“It is easy to tell what a favourite Jabez must be in the warehouse, by the uproar. The last outcome, I remember, was quite tame beside this.”
“Well, Augusta,” answered Ellen, “I believe he deserves it. I know my father thinks there is not such another young man as Mr. Clegg in all Manchester.”
“Yes, he’s very kind, and obliging, and clever, and perserving, and all that, and I like him very well; but then you know, Ellen, he is not a gentleman, and he is not handsome by any means,” responded Augusta, in quite a patronising tone.
Ellen looked grave.
“He is all that is good and noble, if he was not born a gentleman; and I think him handsome. He has a frank, open, expressive countenance, and a good figure, and good manners, and what more would you have?”
Augusta turned her head sharply, and looked up archly in her cousin’s face.
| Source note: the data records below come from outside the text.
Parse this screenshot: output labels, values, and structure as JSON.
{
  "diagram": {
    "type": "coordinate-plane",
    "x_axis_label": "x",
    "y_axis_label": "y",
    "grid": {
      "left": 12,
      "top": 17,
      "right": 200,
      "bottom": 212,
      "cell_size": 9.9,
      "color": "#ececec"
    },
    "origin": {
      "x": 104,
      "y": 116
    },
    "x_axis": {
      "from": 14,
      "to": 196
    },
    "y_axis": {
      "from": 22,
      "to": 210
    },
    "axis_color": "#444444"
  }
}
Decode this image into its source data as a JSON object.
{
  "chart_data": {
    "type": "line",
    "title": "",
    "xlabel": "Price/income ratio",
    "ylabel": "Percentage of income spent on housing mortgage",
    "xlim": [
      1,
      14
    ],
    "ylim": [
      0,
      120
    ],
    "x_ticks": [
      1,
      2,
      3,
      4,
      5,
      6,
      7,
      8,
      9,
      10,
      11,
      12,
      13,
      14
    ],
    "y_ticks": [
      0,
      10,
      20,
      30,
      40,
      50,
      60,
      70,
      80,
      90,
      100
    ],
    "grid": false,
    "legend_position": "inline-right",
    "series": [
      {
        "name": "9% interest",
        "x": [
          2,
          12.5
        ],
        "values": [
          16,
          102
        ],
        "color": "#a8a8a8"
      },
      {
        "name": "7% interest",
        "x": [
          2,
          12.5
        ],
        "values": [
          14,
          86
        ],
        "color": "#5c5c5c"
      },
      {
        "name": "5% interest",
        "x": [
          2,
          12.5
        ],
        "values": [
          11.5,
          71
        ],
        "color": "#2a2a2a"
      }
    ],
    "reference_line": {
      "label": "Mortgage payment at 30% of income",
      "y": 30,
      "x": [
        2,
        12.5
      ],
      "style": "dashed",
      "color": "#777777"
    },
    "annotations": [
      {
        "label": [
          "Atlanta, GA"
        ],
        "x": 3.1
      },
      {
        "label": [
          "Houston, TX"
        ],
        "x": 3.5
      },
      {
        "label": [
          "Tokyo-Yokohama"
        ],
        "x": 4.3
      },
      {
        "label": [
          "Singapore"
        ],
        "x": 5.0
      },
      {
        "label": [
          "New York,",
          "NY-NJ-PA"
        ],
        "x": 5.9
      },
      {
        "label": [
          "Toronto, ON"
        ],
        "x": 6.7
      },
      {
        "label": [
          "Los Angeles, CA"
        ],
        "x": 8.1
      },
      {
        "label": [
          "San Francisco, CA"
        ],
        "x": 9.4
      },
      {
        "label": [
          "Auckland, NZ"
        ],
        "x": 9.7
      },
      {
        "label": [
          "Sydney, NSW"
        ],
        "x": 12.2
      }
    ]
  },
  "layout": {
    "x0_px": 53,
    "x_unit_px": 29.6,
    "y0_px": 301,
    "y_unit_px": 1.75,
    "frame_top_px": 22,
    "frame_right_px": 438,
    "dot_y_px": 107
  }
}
“It’s well Captain Travis does not hear you, Ellen, or he might be jealous of the prentice-knight,” she said, banteringly.
Ellen coloured painfully.
“When shall I make you understand that Mr. Travis is nothing to me?” asked she.
“When my cousin makes me understand that she is nothing to Mr. Travis,” was the quick reply, as Jabez was being borne past for the last time, and the young ladies once more waved their handkerchiefs in salutation.